Check out the Allegory of the Cave in Allan Bloom’s translation below, and be sure to check back for more updates as we go into Technical rehearsals this weekend!
March 1, 2010
T minus 3 days until the actors enter the space, the set for The Illusion is starting to see some color and finish. At this point any wide-angle photographs would spoil your experience of the show, but here are some scenes from around the sidelines:

An array of lanterns congregates in the lobby, waiting to be hung.

The iconic table and chair from The Year of Magical Thinking still sits in the back of the house, now demoted to a work bench for our electricians.

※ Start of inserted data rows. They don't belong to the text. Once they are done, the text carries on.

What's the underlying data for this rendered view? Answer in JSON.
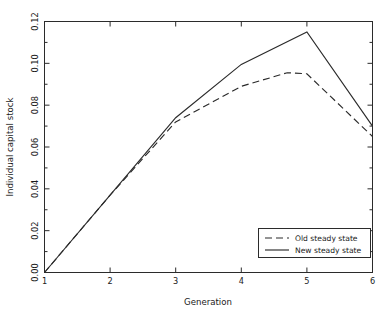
{
  "chart_data": {
    "type": "line",
    "title": "",
    "xlabel": "Generation",
    "ylabel": "Individual capital stock",
    "xlim": [
      1,
      6
    ],
    "ylim": [
      0.0,
      0.12
    ],
    "grid": false,
    "legend_position": "lower right",
    "x_ticks": [
      "1",
      "2",
      "3",
      "4",
      "5",
      "6"
    ],
    "x_tick_values": [
      1,
      2,
      3,
      4,
      5,
      6
    ],
    "y_ticks": [
      "0.00",
      "0.02",
      "0.04",
      "0.06",
      "0.08",
      "0.10",
      "0.12"
    ],
    "y_tick_values": [
      0.0,
      0.02,
      0.04,
      0.06,
      0.08,
      0.1,
      0.12
    ],
    "x": [
      1,
      2,
      3,
      4,
      4.7,
      5,
      6
    ],
    "series": [
      {
        "name": "Old steady state",
        "style": "dashed",
        "color": "#2b2b2b",
        "x": [
          1,
          2,
          3,
          4,
          4.7,
          5,
          6
        ],
        "values": [
          0.0,
          0.037,
          0.072,
          0.089,
          0.0955,
          0.095,
          0.065
        ]
      },
      {
        "name": "New steady state",
        "style": "solid",
        "color": "#2b2b2b",
        "x": [
          1,
          2,
          3,
          4,
          5,
          6
        ],
        "values": [
          0.0,
          0.037,
          0.074,
          0.0995,
          0.115,
          0.07
        ]
      }
    ]
  },
  "legend": {
    "entries": [
      {
        "label": "Old steady state",
        "style": "dashed"
      },
      {
        "label": "New steady state",
        "style": "solid"
      }
    ]
  },
  "axes": {
    "x_title": "Generation",
    "y_title": "Individual capital stock"
  }
}
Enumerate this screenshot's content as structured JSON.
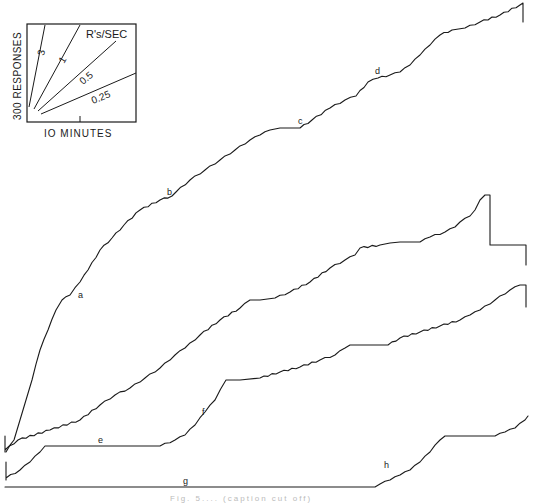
{
  "chart_data": {
    "type": "line",
    "title": "",
    "xlabel": "10 MINUTES",
    "ylabel": "300 RESPONSES",
    "legend": {
      "title": "R's/SEC",
      "rates": [
        "3",
        "1",
        "0.5",
        "0.25"
      ],
      "x_scale_label": "IO MINUTES",
      "y_scale_label": "300 RESPONSES"
    },
    "grid": false,
    "series": [
      {
        "name": "record-1",
        "annotations": [
          "a",
          "b",
          "c",
          "d"
        ],
        "points": [
          [
            6,
            452
          ],
          [
            14,
            440
          ],
          [
            20,
            420
          ],
          [
            26,
            400
          ],
          [
            32,
            380
          ],
          [
            40,
            350
          ],
          [
            48,
            330
          ],
          [
            56,
            310
          ],
          [
            62,
            300
          ],
          [
            70,
            295
          ],
          [
            80,
            282
          ],
          [
            88,
            270
          ],
          [
            100,
            250
          ],
          [
            112,
            238
          ],
          [
            124,
            225
          ],
          [
            140,
            210
          ],
          [
            160,
            200
          ],
          [
            172,
            196
          ],
          [
            176,
            192
          ],
          [
            190,
            180
          ],
          [
            205,
            170
          ],
          [
            220,
            160
          ],
          [
            235,
            150
          ],
          [
            250,
            140
          ],
          [
            260,
            135
          ],
          [
            270,
            130
          ],
          [
            280,
            128
          ],
          [
            300,
            128
          ],
          [
            312,
            120
          ],
          [
            330,
            108
          ],
          [
            345,
            100
          ],
          [
            356,
            96
          ],
          [
            368,
            82
          ],
          [
            378,
            78
          ],
          [
            390,
            75
          ],
          [
            400,
            72
          ],
          [
            410,
            65
          ],
          [
            420,
            55
          ],
          [
            430,
            45
          ],
          [
            440,
            35
          ],
          [
            452,
            30
          ],
          [
            465,
            28
          ],
          [
            480,
            22
          ],
          [
            500,
            15
          ],
          [
            520,
            5
          ],
          [
            523,
            3
          ],
          [
            523,
            22
          ]
        ]
      },
      {
        "name": "record-2",
        "annotations": [],
        "points": [
          [
            5,
            452
          ],
          [
            5,
            436
          ],
          [
            5,
            450
          ],
          [
            18,
            440
          ],
          [
            50,
            430
          ],
          [
            80,
            420
          ],
          [
            100,
            405
          ],
          [
            115,
            395
          ],
          [
            130,
            388
          ],
          [
            145,
            378
          ],
          [
            160,
            368
          ],
          [
            175,
            355
          ],
          [
            185,
            348
          ],
          [
            200,
            335
          ],
          [
            220,
            320
          ],
          [
            240,
            308
          ],
          [
            250,
            300
          ],
          [
            260,
            300
          ],
          [
            275,
            298
          ],
          [
            290,
            292
          ],
          [
            310,
            282
          ],
          [
            330,
            268
          ],
          [
            345,
            260
          ],
          [
            355,
            255
          ],
          [
            360,
            248
          ],
          [
            380,
            245
          ],
          [
            390,
            243
          ],
          [
            400,
            242
          ],
          [
            420,
            242
          ],
          [
            430,
            237
          ],
          [
            445,
            232
          ],
          [
            455,
            227
          ],
          [
            460,
            222
          ],
          [
            470,
            216
          ],
          [
            475,
            210
          ],
          [
            480,
            200
          ],
          [
            485,
            195
          ],
          [
            490,
            195
          ],
          [
            490,
            245
          ],
          [
            526,
            245
          ],
          [
            526,
            265
          ]
        ]
      },
      {
        "name": "record-3",
        "annotations": [
          "e",
          "f"
        ],
        "points": [
          [
            6,
            480
          ],
          [
            6,
            462
          ],
          [
            6,
            478
          ],
          [
            20,
            470
          ],
          [
            30,
            462
          ],
          [
            40,
            452
          ],
          [
            45,
            446
          ],
          [
            160,
            446
          ],
          [
            175,
            440
          ],
          [
            185,
            435
          ],
          [
            195,
            425
          ],
          [
            205,
            412
          ],
          [
            215,
            400
          ],
          [
            226,
            380
          ],
          [
            240,
            380
          ],
          [
            260,
            378
          ],
          [
            280,
            372
          ],
          [
            300,
            367
          ],
          [
            320,
            360
          ],
          [
            335,
            355
          ],
          [
            345,
            348
          ],
          [
            350,
            345
          ],
          [
            365,
            345
          ],
          [
            388,
            345
          ],
          [
            400,
            338
          ],
          [
            420,
            332
          ],
          [
            440,
            326
          ],
          [
            460,
            320
          ],
          [
            470,
            315
          ],
          [
            480,
            310
          ],
          [
            495,
            300
          ],
          [
            510,
            290
          ],
          [
            520,
            285
          ],
          [
            526,
            285
          ],
          [
            526,
            307
          ]
        ]
      },
      {
        "name": "record-4",
        "annotations": [
          "g",
          "h"
        ],
        "points": [
          [
            5,
            487
          ],
          [
            375,
            487
          ],
          [
            380,
            484
          ],
          [
            390,
            480
          ],
          [
            400,
            475
          ],
          [
            410,
            470
          ],
          [
            420,
            462
          ],
          [
            430,
            452
          ],
          [
            440,
            440
          ],
          [
            445,
            436
          ],
          [
            495,
            436
          ],
          [
            505,
            432
          ],
          [
            515,
            428
          ],
          [
            525,
            420
          ],
          [
            528,
            416
          ]
        ]
      }
    ],
    "segment_labels": [
      {
        "text": "a",
        "x": 78,
        "y": 298
      },
      {
        "text": "b",
        "x": 167,
        "y": 195
      },
      {
        "text": "c",
        "x": 298,
        "y": 124
      },
      {
        "text": "d",
        "x": 375,
        "y": 74
      },
      {
        "text": "e",
        "x": 98,
        "y": 443
      },
      {
        "text": "f",
        "x": 202,
        "y": 415
      },
      {
        "text": "g",
        "x": 183,
        "y": 484
      },
      {
        "text": "h",
        "x": 384,
        "y": 468
      }
    ]
  },
  "caption": "Fig. 5.... (caption cut off)"
}
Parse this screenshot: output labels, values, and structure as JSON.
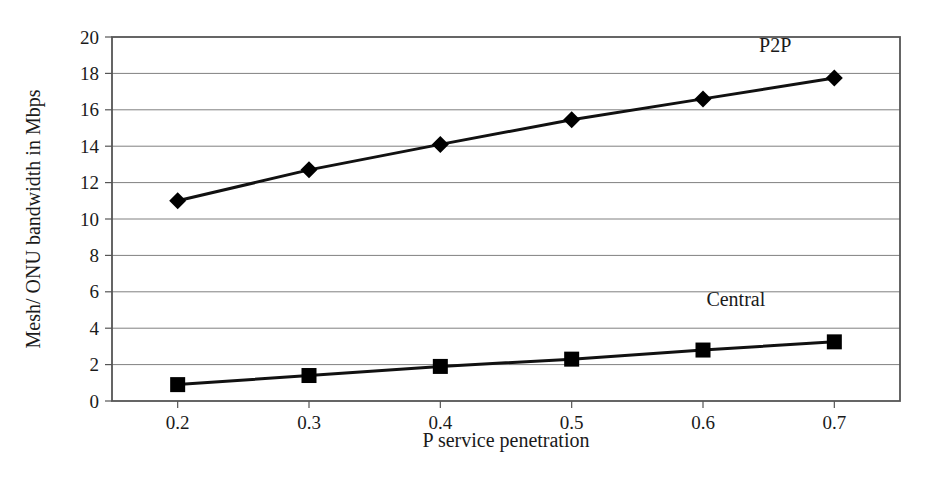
{
  "chart_data": {
    "type": "line",
    "title": "",
    "xlabel": "P service penetration",
    "ylabel": "Mesh/ ONU bandwidth in Mbps",
    "x": [
      0.2,
      0.3,
      0.4,
      0.5,
      0.6,
      0.7
    ],
    "xtick_labels": [
      "0.2",
      "0.3",
      "0.4",
      "0.5",
      "0.6",
      "0.7"
    ],
    "ytick_labels": [
      "0",
      "2",
      "4",
      "6",
      "8",
      "10",
      "12",
      "14",
      "16",
      "18",
      "20"
    ],
    "yticks": [
      0,
      2,
      4,
      6,
      8,
      10,
      12,
      14,
      16,
      18,
      20
    ],
    "ylim": [
      0,
      20
    ],
    "xlim": [
      0.15,
      0.75
    ],
    "grid": "horizontal",
    "legend_position": "inline-annotations",
    "series": [
      {
        "name": "P2P",
        "marker": "diamond",
        "color": "#000000",
        "label_x": 0.655,
        "label_y": 19.2,
        "values": [
          11.0,
          12.7,
          14.1,
          15.45,
          16.6,
          17.75
        ]
      },
      {
        "name": "Central",
        "marker": "square",
        "color": "#000000",
        "label_x": 0.625,
        "label_y": 5.2,
        "values": [
          0.9,
          1.4,
          1.9,
          2.3,
          2.8,
          3.25
        ]
      }
    ],
    "colors": {
      "axis": "#555555",
      "grid": "#808080",
      "data_line": "#111111",
      "text": "#1a1a1a",
      "background": "#ffffff"
    }
  }
}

Often spotting in the theater during construction time: the shop gnome.
February 25, 2010
By Zachary Moull, Dramaturgy Assistant
Zachary is a graduate student at the University of Chicago in the Master of Arts Program in the Humanities (MAPH)

Tony Kushner’s Adaptation of Corneille’s L’Illusion Comique was first performed as a reading at the New York Theater Workshop in 1988, and received its premiere at the Hartford Stage Company in 1989. It has since been popular in theatres across the country, and gained international notice following Kushner’s rise to fame with the success of Angels in America in 1993-94.
Features of the two initial productions neatly illustrate the common concerns of many productions of this play: the desire to create a stage environment suitable to the conjuring of illusion, and the need to work through the complex transhistorical resonances between Kushner, Corneille, and their works.
The New York Theater Workshop performance took place in front of a set consisting of perspective drawings of classical pillars. This can be read as a comment on illusion—a sort of visual pun playing on the use of forced perspective in stage design that pithily suggests theatrical distortion. But the design choice also contains a statement on the mode of adaptation used in the work itself, insofar as Kushner makes a classic play present on stage in a mediated form—he is working, the stage suggests, from Corneille’s design if not always from his realization of that design.
Legend has it that the Hartford production was more overtly haunted by Corneille. As Sylviane Gold describes in the New York Times, the production was beset by technical difficulties until Kushner and director Mark Lamos decided to reprint the program to say not “The Illusion by Tony Kushner, based on a play by Pierre Corneille” but “The Illusion by Pierre Corneille, freely adapted by Tony Kushner.” All the technical glitches stopped on cue, save for one: Kushner’s name was mysteriously wiped from the marquee on the night before the show opened. The play continues to be performed and published under this revised heading, lest the original author return to seek his due. Kushner, perhaps in light of this experience, told the Times that after he is dead his plays are “fair game” for those who might wish to adapt his work as he adapted Corneille’s.